In this lecture we studied maximum likelihood inference for linear classifiers. We saw that ordinary least squares regression can be phrased as maximum likelihood inference under the assumption of additive Gaussian noise. We then derived the closed-form solution to the normal equations for small-scale problems and discussed alternative optimization methods, namely gradient descent, for larger-scale settings. We noted several potential issues in directly applying linear regression to classification problems and explored logistic regression as an alternative. Maximum likelihood inference for logistic regression led us to first- and second-order gradient descent methods for parameter inference. See Chapter 3 of Bishop and Chapter 3 of Hastie for reference.
A few notes on linear and logistic regression:
- Ordinary least squares regression is, in principle, easily solved by inverting the normal equations:
$$
\hat{w} = (X^T X)^{-1} X^T y .
$$
In practice, however, it often computationally expensive to invert \( X^T X \) for models with many features, even with specialized numerical methods for doing so. - Gradient descent offers an alternative solution to the normal equations, replacing potentially expensive matrix inversion with an iterative method where we update parameters by moving in the direction of steepest increase of the likelihood landscape:
$$
\hat{w} \leftarrow \hat{w} + \eta X^T (y – X\hat{w}),
$$
where \( \eta \) is a tunable step size. Choosing \( \eta \) too small leads to slow convergence, whereas too large a step size may result in undesirable oscillations about local optima. Intuitively, gradient descent updates each component of \( \hat{w} \) by a sum of the corresponding feature values over all examples, where examples are weighted by the error between actual and predicted labels. - Two high-level issues arise when directly applying ordinary least squares regression to classification problems. First, our model predicts continuous outputs while our training labels are discrete. Second, squared loss is sensitive to outliers and penalizes “obviously correct” predictions for which the predicted value \( \hat{y} \) is much larger than the observed value \( y \) but of the correct sign.
- Logistic regression addresses these issues by modeling the class-conditional probabilities directly, using a logistic function to transform predictions to lie in the unit interval:
$$
p(y=1|x, w) = {1 \over 1 + e^{-w \cdot x}}
$$
While maximum likelihood inference for logistic regression does not permit a closed-form solution, gradient descent results in the following update equations:
$$
\hat{w} \leftarrow \hat{w} + \eta X^T (y – p).
$$
In smaller-scale settings one can improve on these updates by using second-order methods such as Newton-Raphson that leverage the local curvature of the likelihood landscape to determine the step size at each iteration.
Naive Bayes, linear regression, and logistic regression are all generalized linear models, meaning that predictions \( \hat{y} \) are simply transformations of a weighted sum of the features \( x \) for some weights \( w \), i.e. \( \hat{y}(x; w) = f(w \cdot x) \). Linear regression models the response directly, whereas Naive Bayes and logistic regression model the probability of categorical outcomes via the logistic link function. Model fitting amounts to inferring the “best” values for the weights \( w \) from training data; each of these methods quantify the notion of “best” differently and thus results in different estimates for \( w \). In particular, Naive Bayes estimates each component of the weight vector independently, while linear and logistic regression account for correlations amongst features.
In the second half of class we discussed APIs for accessing data from web services. As an example, we used Python’s urllib2 and json modules to interact with the New York Times Developer API. See the github repository for more details.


▶ **WHAT IS BEING ASKED**:
Each line with the word "Lead" must appear in the answer, copied from the records.

[TASK INPUT]

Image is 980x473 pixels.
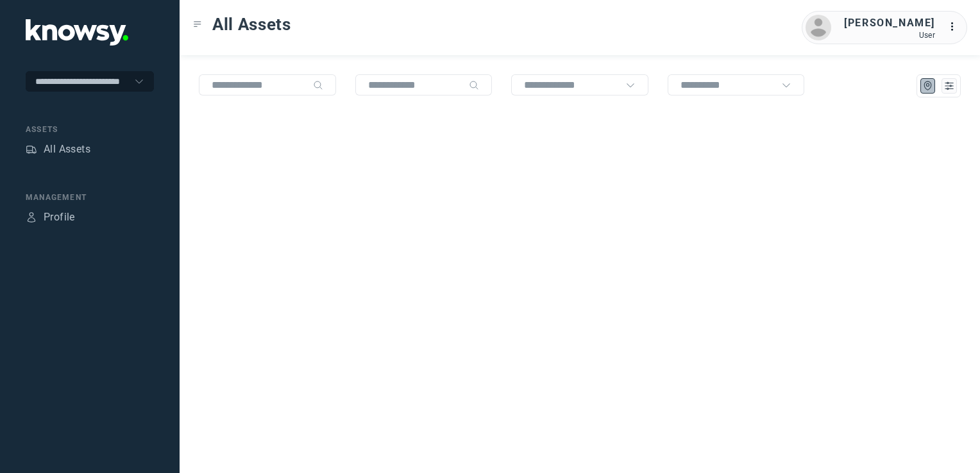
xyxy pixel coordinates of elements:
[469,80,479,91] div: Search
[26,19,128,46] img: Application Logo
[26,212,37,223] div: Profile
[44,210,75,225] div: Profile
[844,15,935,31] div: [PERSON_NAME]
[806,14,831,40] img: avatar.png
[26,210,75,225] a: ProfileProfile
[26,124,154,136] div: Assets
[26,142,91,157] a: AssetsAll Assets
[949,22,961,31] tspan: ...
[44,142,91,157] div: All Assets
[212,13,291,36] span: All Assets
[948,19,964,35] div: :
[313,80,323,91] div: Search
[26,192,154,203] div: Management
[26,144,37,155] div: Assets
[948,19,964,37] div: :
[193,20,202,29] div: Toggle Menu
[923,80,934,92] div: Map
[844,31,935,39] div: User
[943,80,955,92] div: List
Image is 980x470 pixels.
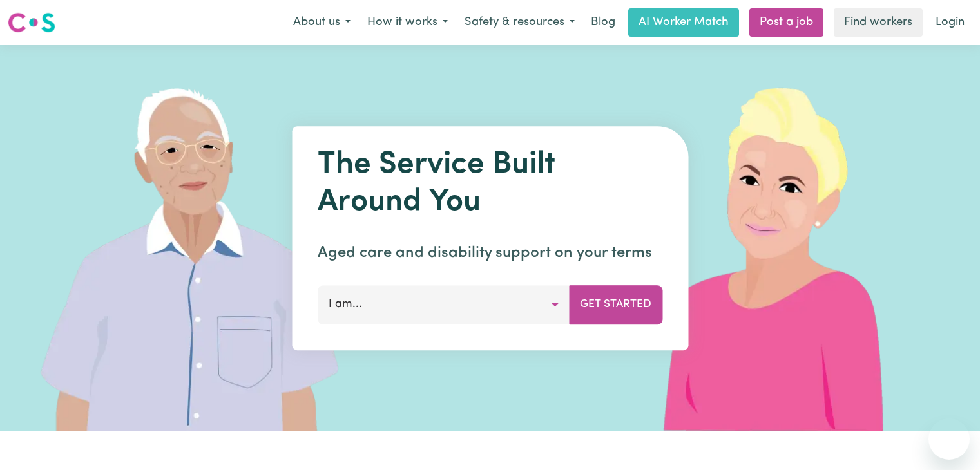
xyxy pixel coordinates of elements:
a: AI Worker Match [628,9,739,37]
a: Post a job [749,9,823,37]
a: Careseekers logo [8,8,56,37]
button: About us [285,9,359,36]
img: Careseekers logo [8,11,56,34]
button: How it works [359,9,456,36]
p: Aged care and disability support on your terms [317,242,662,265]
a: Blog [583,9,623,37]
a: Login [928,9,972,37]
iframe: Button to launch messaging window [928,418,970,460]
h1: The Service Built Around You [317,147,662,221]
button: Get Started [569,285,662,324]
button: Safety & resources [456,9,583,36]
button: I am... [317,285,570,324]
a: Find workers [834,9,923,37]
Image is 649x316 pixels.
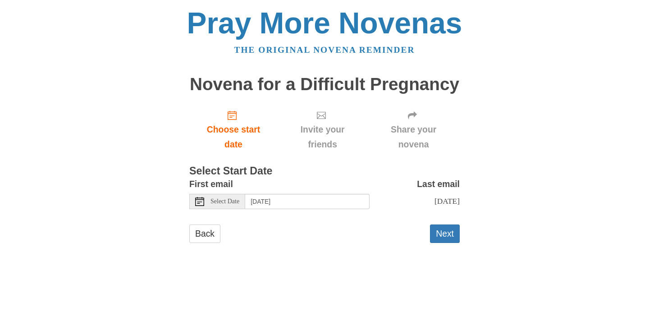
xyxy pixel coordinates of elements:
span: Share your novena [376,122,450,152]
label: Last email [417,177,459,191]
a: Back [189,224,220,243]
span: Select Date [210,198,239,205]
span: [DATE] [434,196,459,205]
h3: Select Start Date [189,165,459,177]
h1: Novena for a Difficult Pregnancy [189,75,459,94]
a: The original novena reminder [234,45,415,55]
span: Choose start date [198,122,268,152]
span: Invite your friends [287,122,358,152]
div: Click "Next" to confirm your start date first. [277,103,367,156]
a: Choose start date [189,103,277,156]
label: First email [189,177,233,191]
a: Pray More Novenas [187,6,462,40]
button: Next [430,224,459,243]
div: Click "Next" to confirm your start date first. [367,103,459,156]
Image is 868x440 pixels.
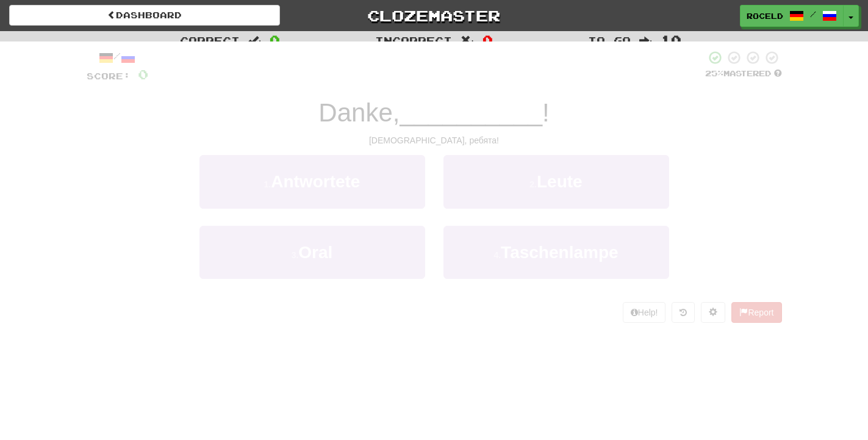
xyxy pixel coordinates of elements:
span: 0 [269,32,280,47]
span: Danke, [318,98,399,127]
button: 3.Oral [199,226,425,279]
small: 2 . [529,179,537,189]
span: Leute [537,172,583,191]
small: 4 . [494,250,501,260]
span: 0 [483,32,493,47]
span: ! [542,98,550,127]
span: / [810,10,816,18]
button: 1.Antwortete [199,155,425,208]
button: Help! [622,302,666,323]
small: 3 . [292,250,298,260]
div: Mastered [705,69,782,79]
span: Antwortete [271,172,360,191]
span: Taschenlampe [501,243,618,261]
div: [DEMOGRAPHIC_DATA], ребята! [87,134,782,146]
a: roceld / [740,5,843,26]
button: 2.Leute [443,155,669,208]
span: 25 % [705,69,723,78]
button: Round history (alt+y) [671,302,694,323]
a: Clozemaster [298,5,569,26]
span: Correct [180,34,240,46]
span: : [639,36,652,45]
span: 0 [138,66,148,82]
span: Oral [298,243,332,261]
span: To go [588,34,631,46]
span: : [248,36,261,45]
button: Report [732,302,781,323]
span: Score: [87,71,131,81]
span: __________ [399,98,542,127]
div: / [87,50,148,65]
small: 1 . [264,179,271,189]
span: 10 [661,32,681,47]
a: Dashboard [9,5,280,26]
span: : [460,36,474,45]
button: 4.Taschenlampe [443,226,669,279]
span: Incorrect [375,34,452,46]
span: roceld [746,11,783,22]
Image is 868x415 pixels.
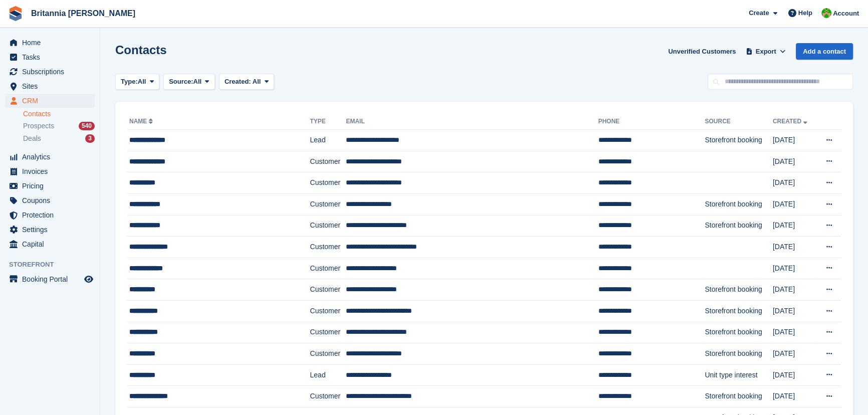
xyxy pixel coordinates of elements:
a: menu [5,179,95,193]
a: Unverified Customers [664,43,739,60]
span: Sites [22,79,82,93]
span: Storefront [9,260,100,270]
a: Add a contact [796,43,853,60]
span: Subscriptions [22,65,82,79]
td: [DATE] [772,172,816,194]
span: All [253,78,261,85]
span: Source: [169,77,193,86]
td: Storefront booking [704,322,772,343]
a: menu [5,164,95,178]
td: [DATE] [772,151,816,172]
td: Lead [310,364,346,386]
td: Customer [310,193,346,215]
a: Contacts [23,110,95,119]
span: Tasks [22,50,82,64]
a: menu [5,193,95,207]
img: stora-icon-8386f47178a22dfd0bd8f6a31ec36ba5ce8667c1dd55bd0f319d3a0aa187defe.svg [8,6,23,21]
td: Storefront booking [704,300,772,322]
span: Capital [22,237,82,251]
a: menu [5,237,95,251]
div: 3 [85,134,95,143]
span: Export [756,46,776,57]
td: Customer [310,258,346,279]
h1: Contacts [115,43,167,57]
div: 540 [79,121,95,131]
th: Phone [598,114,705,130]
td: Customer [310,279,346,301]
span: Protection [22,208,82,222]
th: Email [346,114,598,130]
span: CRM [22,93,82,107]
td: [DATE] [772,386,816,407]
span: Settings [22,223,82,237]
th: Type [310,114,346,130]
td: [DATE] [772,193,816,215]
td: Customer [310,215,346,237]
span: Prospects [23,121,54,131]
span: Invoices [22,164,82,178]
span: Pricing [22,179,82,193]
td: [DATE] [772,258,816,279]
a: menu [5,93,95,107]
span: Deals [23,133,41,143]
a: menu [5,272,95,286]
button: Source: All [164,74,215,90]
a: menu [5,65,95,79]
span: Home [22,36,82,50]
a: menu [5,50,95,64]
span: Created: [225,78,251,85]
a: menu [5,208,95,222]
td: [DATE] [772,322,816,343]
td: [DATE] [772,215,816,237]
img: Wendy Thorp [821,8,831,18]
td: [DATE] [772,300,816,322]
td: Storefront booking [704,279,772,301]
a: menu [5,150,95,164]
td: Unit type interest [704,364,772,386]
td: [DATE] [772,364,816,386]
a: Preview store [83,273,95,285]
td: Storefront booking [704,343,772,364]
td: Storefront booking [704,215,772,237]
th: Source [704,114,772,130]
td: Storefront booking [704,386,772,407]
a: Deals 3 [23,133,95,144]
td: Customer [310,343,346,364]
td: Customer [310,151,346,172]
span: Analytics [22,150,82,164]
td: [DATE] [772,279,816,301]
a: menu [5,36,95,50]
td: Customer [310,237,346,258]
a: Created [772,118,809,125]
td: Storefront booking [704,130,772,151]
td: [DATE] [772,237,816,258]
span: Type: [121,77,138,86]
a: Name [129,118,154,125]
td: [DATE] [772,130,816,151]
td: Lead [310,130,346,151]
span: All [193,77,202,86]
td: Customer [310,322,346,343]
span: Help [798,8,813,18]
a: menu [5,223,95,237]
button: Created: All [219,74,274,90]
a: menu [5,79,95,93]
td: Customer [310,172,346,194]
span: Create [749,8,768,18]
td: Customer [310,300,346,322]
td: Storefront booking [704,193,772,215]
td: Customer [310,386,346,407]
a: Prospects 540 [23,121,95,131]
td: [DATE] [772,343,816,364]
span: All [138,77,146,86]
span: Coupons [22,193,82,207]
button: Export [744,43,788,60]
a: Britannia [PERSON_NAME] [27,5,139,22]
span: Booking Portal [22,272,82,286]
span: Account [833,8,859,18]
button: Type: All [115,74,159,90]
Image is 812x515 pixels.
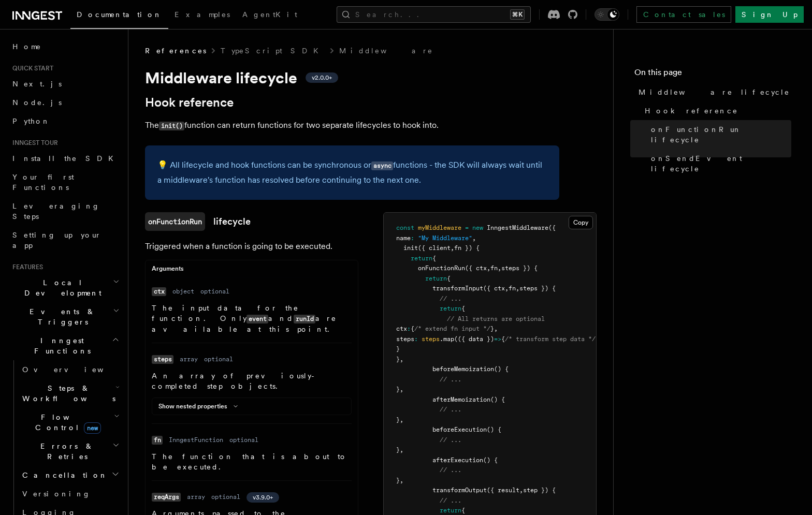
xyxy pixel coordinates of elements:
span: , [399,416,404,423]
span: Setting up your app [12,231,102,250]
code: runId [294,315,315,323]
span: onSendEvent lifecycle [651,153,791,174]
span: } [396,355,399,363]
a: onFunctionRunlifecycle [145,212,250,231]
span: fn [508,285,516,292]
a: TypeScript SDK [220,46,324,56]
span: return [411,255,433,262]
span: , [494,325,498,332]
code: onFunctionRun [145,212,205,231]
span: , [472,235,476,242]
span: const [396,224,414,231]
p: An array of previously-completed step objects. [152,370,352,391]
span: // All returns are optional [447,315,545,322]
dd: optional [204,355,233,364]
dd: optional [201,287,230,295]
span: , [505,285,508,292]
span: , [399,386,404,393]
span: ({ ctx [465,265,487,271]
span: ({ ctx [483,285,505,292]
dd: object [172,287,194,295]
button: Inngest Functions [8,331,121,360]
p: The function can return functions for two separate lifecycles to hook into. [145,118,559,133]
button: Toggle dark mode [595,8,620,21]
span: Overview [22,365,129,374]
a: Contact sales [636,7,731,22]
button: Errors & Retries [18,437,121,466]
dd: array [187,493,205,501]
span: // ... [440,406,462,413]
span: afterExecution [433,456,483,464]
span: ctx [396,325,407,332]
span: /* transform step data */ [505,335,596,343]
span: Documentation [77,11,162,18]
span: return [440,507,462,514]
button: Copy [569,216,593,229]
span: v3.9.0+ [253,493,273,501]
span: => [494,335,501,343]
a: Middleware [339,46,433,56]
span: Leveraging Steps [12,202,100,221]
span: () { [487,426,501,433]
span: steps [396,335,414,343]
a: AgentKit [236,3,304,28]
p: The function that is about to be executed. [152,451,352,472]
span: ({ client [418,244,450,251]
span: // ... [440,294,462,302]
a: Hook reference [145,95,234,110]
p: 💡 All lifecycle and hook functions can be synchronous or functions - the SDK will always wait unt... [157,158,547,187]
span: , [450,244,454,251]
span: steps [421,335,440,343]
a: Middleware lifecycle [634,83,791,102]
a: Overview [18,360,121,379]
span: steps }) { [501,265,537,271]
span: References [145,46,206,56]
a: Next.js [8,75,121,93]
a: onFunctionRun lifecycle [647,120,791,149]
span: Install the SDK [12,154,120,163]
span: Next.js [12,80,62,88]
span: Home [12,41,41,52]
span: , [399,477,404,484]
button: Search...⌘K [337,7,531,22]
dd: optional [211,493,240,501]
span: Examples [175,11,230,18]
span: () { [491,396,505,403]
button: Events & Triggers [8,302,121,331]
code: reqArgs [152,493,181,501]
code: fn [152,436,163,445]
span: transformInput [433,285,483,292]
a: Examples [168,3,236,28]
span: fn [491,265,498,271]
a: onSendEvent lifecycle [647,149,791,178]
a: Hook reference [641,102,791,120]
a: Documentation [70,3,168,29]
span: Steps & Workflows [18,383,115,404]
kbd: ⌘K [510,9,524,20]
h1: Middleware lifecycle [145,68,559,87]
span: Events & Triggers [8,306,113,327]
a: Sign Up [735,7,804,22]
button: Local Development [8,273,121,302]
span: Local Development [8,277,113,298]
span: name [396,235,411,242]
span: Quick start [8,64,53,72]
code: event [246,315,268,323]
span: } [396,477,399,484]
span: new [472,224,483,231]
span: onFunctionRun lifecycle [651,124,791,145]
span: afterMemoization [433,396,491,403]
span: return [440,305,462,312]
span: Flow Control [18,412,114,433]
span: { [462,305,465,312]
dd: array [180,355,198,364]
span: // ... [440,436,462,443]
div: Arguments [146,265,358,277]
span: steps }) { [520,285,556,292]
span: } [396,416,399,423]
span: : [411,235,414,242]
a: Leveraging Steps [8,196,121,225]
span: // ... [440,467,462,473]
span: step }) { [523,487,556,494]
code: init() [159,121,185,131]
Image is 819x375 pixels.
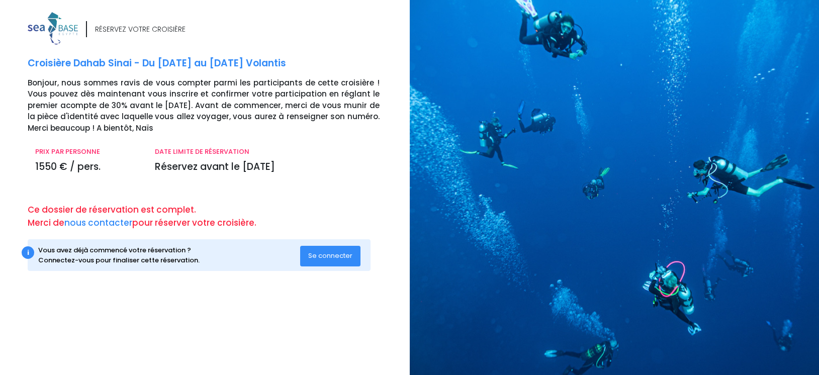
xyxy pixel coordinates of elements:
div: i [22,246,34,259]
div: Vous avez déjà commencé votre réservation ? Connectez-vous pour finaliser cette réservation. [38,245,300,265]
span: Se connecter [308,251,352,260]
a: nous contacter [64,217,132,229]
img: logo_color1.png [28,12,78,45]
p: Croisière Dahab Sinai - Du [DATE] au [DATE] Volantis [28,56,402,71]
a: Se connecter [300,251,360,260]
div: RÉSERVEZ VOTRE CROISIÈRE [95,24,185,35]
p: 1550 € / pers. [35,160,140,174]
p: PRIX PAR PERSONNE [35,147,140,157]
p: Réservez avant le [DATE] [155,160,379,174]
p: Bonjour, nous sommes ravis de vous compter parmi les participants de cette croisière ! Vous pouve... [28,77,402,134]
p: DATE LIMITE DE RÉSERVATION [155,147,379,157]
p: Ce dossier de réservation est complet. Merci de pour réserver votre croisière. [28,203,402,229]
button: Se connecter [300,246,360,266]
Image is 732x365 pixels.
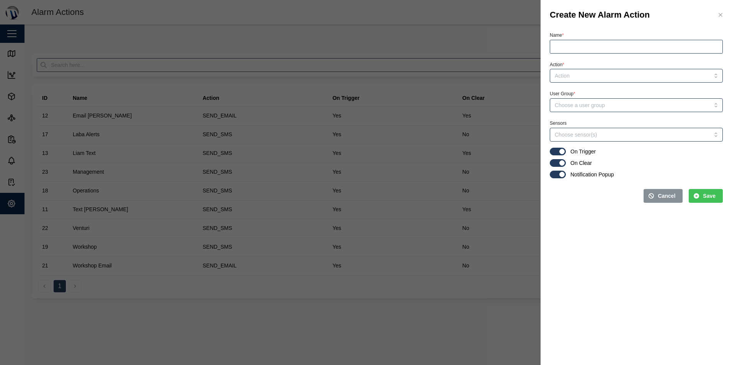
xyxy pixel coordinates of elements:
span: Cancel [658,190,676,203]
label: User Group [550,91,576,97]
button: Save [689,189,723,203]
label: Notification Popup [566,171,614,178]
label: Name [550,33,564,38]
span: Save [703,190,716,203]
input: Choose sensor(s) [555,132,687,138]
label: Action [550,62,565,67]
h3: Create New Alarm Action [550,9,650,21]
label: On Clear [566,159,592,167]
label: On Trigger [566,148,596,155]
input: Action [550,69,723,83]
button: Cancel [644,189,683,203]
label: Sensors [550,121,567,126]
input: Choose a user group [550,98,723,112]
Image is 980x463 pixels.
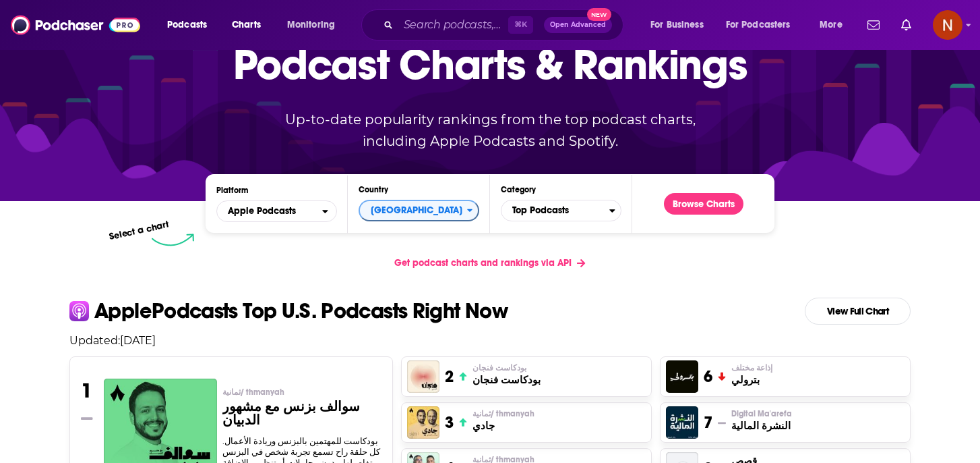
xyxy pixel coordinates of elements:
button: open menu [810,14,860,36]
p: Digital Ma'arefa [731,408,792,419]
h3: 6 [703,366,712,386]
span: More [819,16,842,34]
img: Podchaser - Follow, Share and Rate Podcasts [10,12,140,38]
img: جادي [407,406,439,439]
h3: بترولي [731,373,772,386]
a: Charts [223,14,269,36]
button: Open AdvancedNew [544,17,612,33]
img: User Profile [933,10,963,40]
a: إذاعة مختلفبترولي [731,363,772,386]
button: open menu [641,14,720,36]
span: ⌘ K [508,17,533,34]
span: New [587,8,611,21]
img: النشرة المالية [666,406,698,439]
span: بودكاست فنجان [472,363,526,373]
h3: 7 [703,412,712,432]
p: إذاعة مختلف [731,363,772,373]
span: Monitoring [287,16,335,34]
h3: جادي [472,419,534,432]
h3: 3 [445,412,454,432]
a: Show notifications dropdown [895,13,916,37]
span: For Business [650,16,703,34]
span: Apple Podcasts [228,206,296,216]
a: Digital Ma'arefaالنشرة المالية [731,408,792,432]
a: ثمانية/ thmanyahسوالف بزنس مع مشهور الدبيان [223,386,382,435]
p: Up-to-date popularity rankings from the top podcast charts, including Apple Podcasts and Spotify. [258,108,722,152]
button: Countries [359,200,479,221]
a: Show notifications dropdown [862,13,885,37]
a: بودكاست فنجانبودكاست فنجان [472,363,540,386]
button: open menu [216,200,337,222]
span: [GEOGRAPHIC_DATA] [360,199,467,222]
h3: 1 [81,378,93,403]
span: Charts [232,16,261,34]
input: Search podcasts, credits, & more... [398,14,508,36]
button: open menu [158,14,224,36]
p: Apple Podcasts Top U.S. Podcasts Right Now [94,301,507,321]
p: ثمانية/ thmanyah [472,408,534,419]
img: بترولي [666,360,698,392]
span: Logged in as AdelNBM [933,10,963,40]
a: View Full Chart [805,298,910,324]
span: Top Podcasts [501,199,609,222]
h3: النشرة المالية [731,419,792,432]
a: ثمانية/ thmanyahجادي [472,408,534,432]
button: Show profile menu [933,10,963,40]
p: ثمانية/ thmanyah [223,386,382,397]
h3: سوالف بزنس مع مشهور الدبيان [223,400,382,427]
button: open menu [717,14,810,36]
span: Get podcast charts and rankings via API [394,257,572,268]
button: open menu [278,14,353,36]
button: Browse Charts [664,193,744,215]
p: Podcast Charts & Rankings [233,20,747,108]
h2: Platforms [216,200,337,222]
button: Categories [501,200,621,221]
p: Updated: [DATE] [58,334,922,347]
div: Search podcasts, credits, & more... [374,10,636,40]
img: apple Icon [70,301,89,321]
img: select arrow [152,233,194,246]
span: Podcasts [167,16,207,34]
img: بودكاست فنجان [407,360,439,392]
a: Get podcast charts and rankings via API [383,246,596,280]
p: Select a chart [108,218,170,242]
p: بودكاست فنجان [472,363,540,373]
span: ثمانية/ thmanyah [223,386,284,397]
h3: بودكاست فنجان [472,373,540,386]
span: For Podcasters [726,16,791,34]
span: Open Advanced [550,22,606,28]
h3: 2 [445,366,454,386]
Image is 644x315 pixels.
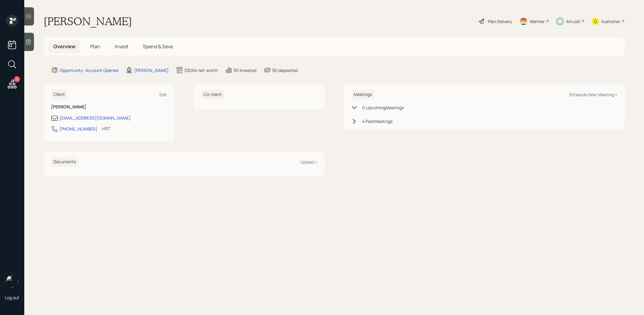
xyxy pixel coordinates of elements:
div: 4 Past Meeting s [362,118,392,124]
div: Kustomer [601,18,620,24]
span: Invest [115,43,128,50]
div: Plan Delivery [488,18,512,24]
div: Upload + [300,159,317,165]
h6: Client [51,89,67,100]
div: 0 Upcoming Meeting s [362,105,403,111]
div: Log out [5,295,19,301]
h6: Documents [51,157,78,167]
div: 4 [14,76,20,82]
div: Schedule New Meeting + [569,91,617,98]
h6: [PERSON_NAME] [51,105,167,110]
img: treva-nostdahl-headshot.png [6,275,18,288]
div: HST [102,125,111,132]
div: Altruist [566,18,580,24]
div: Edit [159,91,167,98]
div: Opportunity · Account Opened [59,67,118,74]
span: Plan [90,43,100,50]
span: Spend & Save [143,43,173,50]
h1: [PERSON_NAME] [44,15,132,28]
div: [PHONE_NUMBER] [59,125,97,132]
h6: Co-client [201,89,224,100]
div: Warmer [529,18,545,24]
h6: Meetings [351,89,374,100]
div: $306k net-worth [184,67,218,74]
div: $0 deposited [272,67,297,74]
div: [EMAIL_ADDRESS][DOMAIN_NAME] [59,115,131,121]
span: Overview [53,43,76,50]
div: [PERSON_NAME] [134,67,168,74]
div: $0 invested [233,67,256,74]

[/TASK INPUT]

▶ **EXERCISE RESULT**:
td: Lead [310,364,346,386]
td: Lead [310,130,346,151]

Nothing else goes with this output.